Text: Maroje Mrduljaš, Vladimir Kulić
Photography: Wolfgang Thaler
publihsher: jovis, Berlin
Hardcover
21 x 25 cm
272 pages, ca. 304 color images. englisch
ISBN 978-3-86859-147-7
2012
design: metaphor
Socialist Yugoslavia was a country suspended between civilizations, political systems, and Cold War blocs. It produced a remarkable body of modern architecture, which similarly defies easy classification. This book explores the historical “in-betweenness” of Yugoslav modernism and the various strategies architects used to mediate their own position between the different—sometimes directly opposed—concepts of life, culture, practice, and time. The best among them created uniquely syncretic spaces and buildings that blurred the lines between the established categories of modernism. Wolfgang Thaler’s photos capture the richness and complexity of these projects, resilient in face of their often melancholy state today.
Yugoslavia is certainly the most miraculous of the “defunct countries” of the recent past. The texts and images in this book can conjure the power of the vision of a modern culture that was not monolithic, but open, generous, challenging, and inspiring; it had all the qualities that provincialism lacks, rejects, and wants to erase.
Ákos Moravánszky, Swiss Federal Institute of Technology
Lucid and compelling, written in a uent style, this meticulously researched book, with its full array of beautiful photographs, is a landmark study of a place and time that produced stirring and original architecture. What one sees in these pages is revelatory, a still mostly unknown building scene of striking power and freshness.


Starting at the line below holding "Image resolution: width=301" and stopping at the line holding "The height and width of the screenshot is (658, 1471).", print every line exactly, both ends included, and leave the rest out.

Records ::
┄┄┄┄┄┄
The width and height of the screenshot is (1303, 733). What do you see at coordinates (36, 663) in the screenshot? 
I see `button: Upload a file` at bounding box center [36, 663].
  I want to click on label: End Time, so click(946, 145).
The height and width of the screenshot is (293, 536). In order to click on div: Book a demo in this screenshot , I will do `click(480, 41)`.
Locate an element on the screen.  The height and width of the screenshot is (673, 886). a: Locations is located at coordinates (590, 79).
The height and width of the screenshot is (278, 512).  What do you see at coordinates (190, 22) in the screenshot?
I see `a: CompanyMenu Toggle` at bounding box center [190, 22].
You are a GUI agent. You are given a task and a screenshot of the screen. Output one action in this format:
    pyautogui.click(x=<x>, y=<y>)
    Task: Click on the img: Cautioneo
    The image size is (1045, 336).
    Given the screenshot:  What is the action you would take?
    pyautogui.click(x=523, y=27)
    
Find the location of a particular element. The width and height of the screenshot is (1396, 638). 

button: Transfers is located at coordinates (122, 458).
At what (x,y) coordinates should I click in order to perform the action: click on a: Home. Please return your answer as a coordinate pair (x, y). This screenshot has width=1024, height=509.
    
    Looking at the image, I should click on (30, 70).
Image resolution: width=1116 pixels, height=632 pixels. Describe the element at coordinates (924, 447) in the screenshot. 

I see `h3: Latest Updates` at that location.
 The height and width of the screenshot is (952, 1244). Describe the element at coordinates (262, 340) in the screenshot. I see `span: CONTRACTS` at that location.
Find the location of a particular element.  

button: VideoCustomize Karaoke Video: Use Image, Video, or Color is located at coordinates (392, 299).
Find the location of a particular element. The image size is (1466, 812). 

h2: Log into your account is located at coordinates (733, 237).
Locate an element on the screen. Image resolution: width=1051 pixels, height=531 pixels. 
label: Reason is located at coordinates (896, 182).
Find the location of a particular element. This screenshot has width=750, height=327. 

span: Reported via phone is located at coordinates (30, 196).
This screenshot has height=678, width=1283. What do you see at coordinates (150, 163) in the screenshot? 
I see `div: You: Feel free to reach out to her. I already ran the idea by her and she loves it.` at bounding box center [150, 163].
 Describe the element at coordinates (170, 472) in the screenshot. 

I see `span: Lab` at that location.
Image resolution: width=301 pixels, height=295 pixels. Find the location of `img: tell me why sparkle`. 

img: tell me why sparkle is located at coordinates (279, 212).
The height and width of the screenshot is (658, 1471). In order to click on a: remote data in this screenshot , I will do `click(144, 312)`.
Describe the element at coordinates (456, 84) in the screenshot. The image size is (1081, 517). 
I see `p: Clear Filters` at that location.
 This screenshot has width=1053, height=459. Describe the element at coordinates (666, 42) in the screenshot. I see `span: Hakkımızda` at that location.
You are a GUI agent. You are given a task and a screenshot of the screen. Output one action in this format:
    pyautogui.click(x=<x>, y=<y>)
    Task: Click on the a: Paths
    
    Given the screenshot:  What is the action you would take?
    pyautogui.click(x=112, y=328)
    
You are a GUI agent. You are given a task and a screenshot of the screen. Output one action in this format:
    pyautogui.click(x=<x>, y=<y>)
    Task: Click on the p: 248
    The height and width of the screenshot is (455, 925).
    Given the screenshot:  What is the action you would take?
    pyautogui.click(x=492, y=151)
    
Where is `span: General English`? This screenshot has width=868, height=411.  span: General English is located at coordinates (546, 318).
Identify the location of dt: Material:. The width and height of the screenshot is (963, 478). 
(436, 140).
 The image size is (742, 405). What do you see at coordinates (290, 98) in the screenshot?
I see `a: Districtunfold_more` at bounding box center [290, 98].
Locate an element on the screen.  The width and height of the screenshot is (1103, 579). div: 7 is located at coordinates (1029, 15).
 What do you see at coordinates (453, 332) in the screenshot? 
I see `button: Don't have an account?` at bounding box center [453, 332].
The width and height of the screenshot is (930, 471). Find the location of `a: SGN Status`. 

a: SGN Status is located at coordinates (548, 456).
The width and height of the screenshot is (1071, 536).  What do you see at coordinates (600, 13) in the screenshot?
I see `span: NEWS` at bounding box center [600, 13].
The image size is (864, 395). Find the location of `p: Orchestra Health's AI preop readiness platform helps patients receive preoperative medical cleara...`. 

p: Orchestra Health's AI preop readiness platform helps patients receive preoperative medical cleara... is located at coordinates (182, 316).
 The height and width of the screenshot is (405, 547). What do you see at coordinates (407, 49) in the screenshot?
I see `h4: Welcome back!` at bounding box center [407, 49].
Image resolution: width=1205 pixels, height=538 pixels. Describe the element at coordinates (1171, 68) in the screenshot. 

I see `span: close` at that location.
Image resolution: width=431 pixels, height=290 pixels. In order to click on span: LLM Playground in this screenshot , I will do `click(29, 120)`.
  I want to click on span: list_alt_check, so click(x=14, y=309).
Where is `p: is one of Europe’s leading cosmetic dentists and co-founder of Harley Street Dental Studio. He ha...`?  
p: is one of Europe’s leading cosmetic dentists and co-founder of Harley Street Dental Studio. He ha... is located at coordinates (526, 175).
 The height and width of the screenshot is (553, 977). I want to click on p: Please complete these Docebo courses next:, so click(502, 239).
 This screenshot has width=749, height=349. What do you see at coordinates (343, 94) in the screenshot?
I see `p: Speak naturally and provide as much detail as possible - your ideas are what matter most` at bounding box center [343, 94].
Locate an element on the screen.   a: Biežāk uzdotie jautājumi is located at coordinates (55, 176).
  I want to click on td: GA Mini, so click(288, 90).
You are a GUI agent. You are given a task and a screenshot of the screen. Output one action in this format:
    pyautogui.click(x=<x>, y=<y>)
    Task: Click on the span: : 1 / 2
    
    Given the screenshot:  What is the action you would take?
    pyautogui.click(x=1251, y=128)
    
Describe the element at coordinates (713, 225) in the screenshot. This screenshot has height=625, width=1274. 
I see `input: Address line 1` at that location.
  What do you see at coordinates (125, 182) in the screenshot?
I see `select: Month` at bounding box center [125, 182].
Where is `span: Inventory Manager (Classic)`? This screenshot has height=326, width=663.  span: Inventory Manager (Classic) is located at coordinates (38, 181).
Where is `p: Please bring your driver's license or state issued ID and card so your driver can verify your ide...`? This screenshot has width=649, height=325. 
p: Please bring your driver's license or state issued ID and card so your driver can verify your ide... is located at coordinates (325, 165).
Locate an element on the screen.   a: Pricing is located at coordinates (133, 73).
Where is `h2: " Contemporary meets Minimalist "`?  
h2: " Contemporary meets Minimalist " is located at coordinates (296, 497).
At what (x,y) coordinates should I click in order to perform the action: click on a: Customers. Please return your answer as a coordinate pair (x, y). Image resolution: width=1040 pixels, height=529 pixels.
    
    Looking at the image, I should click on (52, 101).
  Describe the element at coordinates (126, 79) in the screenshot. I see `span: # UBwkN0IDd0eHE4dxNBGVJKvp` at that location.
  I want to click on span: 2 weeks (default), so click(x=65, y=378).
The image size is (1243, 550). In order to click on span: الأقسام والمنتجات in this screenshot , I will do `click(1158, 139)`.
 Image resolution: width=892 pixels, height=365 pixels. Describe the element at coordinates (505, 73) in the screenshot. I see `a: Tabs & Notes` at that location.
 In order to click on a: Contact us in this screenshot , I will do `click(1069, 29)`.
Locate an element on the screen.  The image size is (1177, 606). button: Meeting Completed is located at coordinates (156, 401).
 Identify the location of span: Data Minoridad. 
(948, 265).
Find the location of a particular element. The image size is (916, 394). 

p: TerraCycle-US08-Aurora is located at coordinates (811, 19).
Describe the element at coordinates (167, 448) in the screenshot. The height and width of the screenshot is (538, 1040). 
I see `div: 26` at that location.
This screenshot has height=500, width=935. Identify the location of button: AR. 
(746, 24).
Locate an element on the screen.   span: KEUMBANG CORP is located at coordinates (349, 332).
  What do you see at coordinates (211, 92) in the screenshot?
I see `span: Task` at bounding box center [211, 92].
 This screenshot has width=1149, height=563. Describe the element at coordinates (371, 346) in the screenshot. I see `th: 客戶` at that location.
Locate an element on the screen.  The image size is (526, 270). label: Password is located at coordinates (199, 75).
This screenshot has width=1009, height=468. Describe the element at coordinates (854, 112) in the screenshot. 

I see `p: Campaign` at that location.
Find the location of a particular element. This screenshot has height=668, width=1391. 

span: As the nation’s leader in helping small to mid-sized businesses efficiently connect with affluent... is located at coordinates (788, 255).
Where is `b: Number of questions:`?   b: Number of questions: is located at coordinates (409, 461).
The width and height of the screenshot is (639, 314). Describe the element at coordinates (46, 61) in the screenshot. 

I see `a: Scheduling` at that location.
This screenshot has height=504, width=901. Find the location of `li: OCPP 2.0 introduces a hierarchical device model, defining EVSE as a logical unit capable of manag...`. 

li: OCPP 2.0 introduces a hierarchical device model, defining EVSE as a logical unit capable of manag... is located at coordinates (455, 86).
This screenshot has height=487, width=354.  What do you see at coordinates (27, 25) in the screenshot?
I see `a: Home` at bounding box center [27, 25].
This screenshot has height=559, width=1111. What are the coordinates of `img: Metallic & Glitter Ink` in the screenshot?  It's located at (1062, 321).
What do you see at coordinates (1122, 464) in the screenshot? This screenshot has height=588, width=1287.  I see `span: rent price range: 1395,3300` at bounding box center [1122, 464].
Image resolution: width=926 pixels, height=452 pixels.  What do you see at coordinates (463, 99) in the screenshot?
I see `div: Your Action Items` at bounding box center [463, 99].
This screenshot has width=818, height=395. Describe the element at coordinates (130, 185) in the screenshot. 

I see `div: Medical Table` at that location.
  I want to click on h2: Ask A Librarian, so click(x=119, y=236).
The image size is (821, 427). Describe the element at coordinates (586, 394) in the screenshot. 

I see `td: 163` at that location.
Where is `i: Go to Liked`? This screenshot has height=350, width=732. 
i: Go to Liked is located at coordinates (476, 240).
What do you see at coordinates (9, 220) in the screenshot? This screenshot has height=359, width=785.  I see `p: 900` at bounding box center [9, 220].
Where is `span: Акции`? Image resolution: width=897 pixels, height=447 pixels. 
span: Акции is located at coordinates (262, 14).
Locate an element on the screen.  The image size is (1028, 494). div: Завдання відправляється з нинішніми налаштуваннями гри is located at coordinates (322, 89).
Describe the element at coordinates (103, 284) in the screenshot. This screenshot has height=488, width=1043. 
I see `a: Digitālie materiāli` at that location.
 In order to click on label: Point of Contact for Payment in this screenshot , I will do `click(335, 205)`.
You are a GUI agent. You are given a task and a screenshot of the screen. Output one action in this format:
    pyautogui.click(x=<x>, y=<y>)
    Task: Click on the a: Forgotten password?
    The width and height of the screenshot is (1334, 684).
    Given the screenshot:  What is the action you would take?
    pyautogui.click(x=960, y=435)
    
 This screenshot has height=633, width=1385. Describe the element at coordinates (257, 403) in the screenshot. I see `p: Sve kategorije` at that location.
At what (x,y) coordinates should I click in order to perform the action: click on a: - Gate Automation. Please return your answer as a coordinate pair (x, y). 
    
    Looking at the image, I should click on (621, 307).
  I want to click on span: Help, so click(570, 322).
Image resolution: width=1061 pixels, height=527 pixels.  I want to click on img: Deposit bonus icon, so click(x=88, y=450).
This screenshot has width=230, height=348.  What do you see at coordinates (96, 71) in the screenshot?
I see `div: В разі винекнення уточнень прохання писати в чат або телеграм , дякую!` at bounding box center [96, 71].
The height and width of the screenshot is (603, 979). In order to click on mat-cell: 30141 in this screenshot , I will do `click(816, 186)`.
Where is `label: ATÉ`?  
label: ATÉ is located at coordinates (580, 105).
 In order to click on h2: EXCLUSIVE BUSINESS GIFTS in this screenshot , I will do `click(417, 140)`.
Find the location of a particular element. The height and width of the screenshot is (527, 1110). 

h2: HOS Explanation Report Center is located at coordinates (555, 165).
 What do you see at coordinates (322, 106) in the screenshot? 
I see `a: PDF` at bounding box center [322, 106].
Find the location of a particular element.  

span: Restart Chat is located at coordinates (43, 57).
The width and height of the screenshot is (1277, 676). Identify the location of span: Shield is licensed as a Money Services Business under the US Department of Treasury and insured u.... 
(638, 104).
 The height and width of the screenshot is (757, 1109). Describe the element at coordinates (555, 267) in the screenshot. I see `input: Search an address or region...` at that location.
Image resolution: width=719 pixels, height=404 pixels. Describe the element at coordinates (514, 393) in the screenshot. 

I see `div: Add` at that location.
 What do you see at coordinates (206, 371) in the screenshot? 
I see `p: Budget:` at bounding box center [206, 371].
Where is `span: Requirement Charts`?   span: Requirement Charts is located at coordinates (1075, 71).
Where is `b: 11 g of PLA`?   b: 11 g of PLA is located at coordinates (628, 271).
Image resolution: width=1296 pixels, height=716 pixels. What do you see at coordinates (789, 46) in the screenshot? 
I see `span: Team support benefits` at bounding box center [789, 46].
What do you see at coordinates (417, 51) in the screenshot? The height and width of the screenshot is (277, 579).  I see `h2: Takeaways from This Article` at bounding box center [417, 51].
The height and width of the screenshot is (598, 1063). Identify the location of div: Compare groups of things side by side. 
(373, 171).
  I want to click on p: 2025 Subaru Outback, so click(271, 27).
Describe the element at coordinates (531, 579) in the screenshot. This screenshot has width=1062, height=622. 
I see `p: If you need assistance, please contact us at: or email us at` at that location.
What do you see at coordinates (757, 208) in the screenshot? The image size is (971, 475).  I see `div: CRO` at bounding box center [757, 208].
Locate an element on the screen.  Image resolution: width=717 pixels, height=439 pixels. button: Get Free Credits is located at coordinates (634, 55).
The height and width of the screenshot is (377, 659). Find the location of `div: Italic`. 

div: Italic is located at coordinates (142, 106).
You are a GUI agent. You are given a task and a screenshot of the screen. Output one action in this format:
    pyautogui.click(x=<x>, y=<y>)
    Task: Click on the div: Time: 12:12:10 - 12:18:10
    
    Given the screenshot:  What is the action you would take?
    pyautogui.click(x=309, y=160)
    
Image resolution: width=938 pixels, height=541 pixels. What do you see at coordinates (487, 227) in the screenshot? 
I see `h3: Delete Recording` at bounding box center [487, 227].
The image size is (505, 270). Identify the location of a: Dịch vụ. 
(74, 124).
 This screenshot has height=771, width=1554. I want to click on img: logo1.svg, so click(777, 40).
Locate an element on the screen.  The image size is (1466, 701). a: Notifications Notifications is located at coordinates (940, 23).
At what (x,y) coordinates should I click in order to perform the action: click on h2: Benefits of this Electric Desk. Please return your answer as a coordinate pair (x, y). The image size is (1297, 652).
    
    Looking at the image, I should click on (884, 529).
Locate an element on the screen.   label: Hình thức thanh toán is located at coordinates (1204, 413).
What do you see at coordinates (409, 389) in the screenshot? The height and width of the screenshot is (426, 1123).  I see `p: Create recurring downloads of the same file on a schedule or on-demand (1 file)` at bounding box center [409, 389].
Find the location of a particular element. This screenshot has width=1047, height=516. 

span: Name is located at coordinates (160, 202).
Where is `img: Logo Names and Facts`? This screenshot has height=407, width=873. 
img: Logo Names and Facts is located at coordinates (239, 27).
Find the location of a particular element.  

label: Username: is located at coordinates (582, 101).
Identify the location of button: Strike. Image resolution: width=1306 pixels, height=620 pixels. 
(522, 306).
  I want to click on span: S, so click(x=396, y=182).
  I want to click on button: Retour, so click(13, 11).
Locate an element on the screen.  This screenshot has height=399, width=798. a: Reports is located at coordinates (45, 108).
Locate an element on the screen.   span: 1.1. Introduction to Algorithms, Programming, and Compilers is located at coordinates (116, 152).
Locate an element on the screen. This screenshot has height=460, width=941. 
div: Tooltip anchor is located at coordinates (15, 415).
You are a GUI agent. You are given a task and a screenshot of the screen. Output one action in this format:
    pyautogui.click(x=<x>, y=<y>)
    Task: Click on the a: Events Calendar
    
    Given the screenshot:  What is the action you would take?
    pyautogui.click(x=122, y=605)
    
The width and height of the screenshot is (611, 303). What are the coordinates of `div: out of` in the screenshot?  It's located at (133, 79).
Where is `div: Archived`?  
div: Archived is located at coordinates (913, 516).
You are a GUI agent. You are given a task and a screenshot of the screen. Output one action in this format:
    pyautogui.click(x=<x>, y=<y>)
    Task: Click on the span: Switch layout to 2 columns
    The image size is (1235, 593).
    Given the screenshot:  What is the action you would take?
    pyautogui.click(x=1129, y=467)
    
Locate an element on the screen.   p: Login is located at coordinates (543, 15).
┄┄┄┄┄┄
Reply to the task ::
Image resolution: width=301 pixels, height=295 pixels. Find the location of `img: tell me why sparkle`. 

img: tell me why sparkle is located at coordinates (279, 212).
The height and width of the screenshot is (658, 1471). In order to click on a: remote data in this screenshot , I will do `click(144, 312)`.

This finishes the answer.